I ignored my dad and turned back to my mom, "where's Josh?"

"At the park," she stated in a small voice, the one she used when she was trying not to disturb any last slicker of peace.

Josh had been going to the park down the road for a while now; every morning, day and night and if he wasn't at the park, he was either asleep or crashing at a mate's house. I'd called him out on his absence before but he claimed it was because he wanted to make the Varsity team next year and he needed the extra conditioning. Except I knew very well that Josh was good enough to make the team how he was now, it was simply a matter of his age that was often what the coaches criticised him on. I couldn't help but wonder if the park had become his escape. If it was the place he went to when he couldn't deal with home. When he couldn't deal with mom and dad.

"That reminds me," my father began, cracking an egg into the dented frypan, "I need you to babysit Josh today."

I don't know why he stated it, it wasn't as if I did it every other freaking day.

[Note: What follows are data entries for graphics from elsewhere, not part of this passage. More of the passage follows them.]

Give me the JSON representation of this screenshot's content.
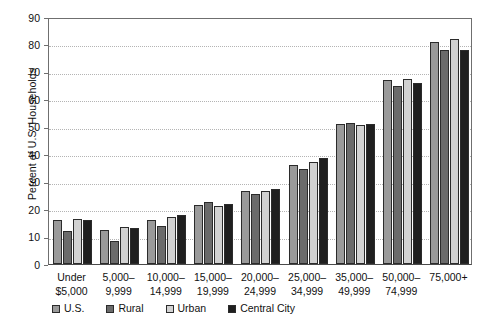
{
  "chart_data": {
    "type": "bar",
    "title": "",
    "xlabel": "",
    "ylabel": "Percent of U.S. Households",
    "ylim": [
      0,
      90
    ],
    "ytick_step": 10,
    "yticks": [
      0,
      10,
      20,
      30,
      40,
      50,
      60,
      70,
      80,
      90
    ],
    "grid": true,
    "grid_style": "dotted-horizontal",
    "legend_position": "bottom",
    "categories": [
      "Under\n$5,000",
      "5,000–\n9,999",
      "10,000–\n14,999",
      "15,000–\n19,999",
      "20,000–\n24,999",
      "25,000–\n34,999",
      "35,000–\n49,999",
      "50,000–\n74,999",
      "75,000+"
    ],
    "category_lines": [
      [
        "Under",
        "$5,000"
      ],
      [
        "5,000–",
        "9,999"
      ],
      [
        "10,000–",
        "14,999"
      ],
      [
        "15,000–",
        "19,999"
      ],
      [
        "20,000–",
        "24,999"
      ],
      [
        "25,000–",
        "34,999"
      ],
      [
        "35,000–",
        "49,999"
      ],
      [
        "50,000–",
        "74,999"
      ],
      [
        "75,000+",
        ""
      ]
    ],
    "series": [
      {
        "name": "U.S.",
        "color": "#9a9a9a",
        "values": [
          16,
          12.5,
          16,
          21.5,
          26.5,
          36,
          51,
          67,
          81
        ]
      },
      {
        "name": "Rural",
        "color": "#6b6b6b",
        "values": [
          12,
          8.5,
          14,
          22.5,
          25.5,
          34.5,
          51.5,
          65,
          78
        ]
      },
      {
        "name": "Urban",
        "color": "#d2d2d2",
        "values": [
          16.5,
          13.5,
          17,
          21,
          26.5,
          37,
          50.5,
          67.5,
          82
        ]
      },
      {
        "name": "Central City",
        "color": "#1f1f1f",
        "values": [
          16,
          13,
          18,
          22,
          27.5,
          38.5,
          51,
          66,
          78
        ]
      }
    ]
  },
  "legend": {
    "items": [
      {
        "label": "U.S.",
        "color": "#9a9a9a"
      },
      {
        "label": "Rural",
        "color": "#6b6b6b"
      },
      {
        "label": "Urban",
        "color": "#d2d2d2"
      },
      {
        "label": "Central City",
        "color": "#1f1f1f"
      }
    ]
  }
}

"Where are you two off to?" I asked my dad, drowning the other half of my water bottle and tossing it into the trash.

"That's none of your business, Clara," my father warned, sending me a glare.

I decided not to answer, not in the mood to pick a fight. Although that didn't stop my thoughts from flowing through my head. I would have thought that if my parents were going out for the day, dumping my younger brother on me for the one millionth time, they would have at least had the decency to tell me where they were headed. But I guess my father didn't have a polite bone in his body and my mother simply didn't have the guts to object.

After a few tense minutes of silence, Josh came sauntering through the front door, kicking off his cleats as he made his way through the hallway. His hair looked ruffled and sticky as sweat dripped from his face and I noted the slight eye roll he gave my parents as he entered the kitchen.